== How to complete this task ==
From the line that contains "What are the" through the line that contains "What do you", output every line of the listing below exactly and leave out all the rest.

== Listed entries ==

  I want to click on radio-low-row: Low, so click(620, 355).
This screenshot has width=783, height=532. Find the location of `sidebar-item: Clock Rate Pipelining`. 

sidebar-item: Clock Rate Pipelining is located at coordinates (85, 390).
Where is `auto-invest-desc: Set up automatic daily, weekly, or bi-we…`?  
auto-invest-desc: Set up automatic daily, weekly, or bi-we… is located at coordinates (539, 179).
---
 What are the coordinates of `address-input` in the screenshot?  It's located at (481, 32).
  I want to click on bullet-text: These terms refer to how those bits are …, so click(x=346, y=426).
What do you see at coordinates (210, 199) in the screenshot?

== Response area ==
 What are the coordinates of `address-input` in the screenshot?  It's located at (481, 32).
  I want to click on bullet-text: These terms refer to how those bits are …, so click(x=346, y=426).
What do you see at coordinates (210, 199) in the screenshot?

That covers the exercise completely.